Abandoned people

Submitted by AWL on 6 January, 2015 - 6:21 Author: Rachael Barnes

At the end of December, and in the space of four days, two ships, both carrying hundreds of migrants, were abandoned by their crew in rough Italian seas, in an effort to force the Italian authorities to rescue the passengers.

800 migrants were rescued from the Blue Sky M, a ship registered in Moldova was sailing with no crew five miles from the Italian coast. And 450 people, mostly Syrian refugees, were rescued later in the week from the Sierra Leone-registered Ezadeen. A passenger said they had been at sea for ten days, half of which without food or drink.

Traffickers buy old ships (“rust buckets at the end of their life”) for $100, 000 - $150, 000, and collect up to $6,000 per passenger for the “trip”. The profit to be gained is so huge that there are no second thoughts about abandoning the vessel.

These two incidents follow last October's cancellation of the rescue scheme run by Italian authorities, Operation Mare Nostrum, accused by the EU of being a prominent factor in why migrants were risking everything to get to Europe.

Despite refugee groups warning that the cancellation of Mare Nostrum could result in the most disastrous year yet for migrants in the Mediterranean, it has been replaced with “Triton”, led by EU border force Frontex, and covers only 30 miles off the coast of Italy, compared with Mare Nostrum's coverage of 70, 000 km2 of the sea. It will use a budget less than one third of Mare Nostrum's cost, and will have around 84% less manpower.

Often people making policies and laws speak as though these migrants are leaving their homes for a laugh, or are doing so out of anything other than desperation.

These catastrophes prove that whether or not Mare Nostrum was acting as a “pull factor” in bringing migrants into Europe, there will still be families fleeing horrific situations of war and political repression on their doorstep.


— EXERCISE AIM —
Provide a verbatim copy of all the records below, leaving the images out.
[[ SOURCE INFORMATION, beginning ]]
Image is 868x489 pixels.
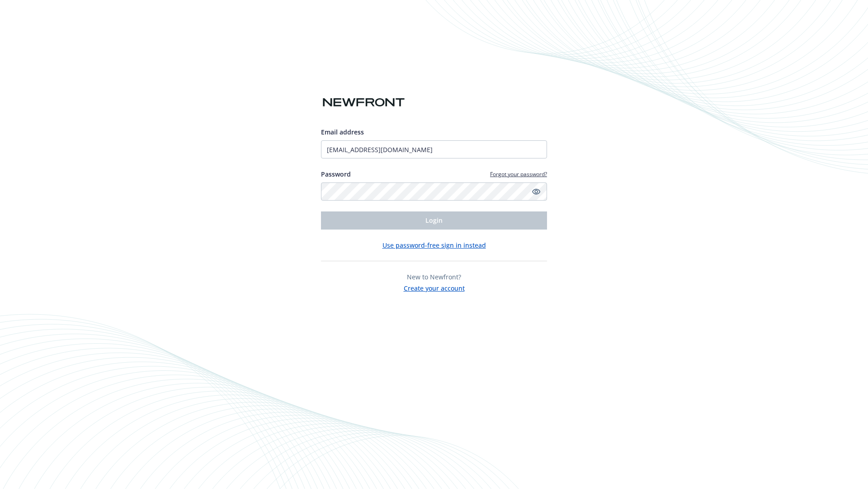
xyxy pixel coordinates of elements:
label: Password [321,169,351,179]
span: Login [426,216,442,224]
span: Email address [321,128,364,136]
a: Show password [531,186,542,196]
span: New to Newfront? [407,272,461,281]
button: Use password-free sign in instead [383,240,486,250]
input: Enter your email [321,140,547,158]
button: Login [321,212,547,229]
a: Forgot your password? [490,170,547,178]
input: Enter your password [321,182,547,201]
button: Create your account [404,282,465,293]
img: Newfront logo [321,94,407,110]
[[ SOURCE INFORMATION, end ]]
— RESPONSE —
Image is 868x489 pixels.
xyxy pixel coordinates of elements:
label: Password [321,169,351,179]
span: Login [426,216,442,224]
span: Email address [321,128,364,136]
a: Show password [531,186,542,196]
span: New to Newfront? [407,272,461,281]
button: Use password-free sign in instead [383,240,486,250]
input: Enter your email [321,140,547,158]
button: Login [321,212,547,229]
a: Forgot your password? [490,170,547,178]
input: Enter your password [321,182,547,201]
button: Create your account [404,282,465,293]
img: Newfront logo [321,94,407,110]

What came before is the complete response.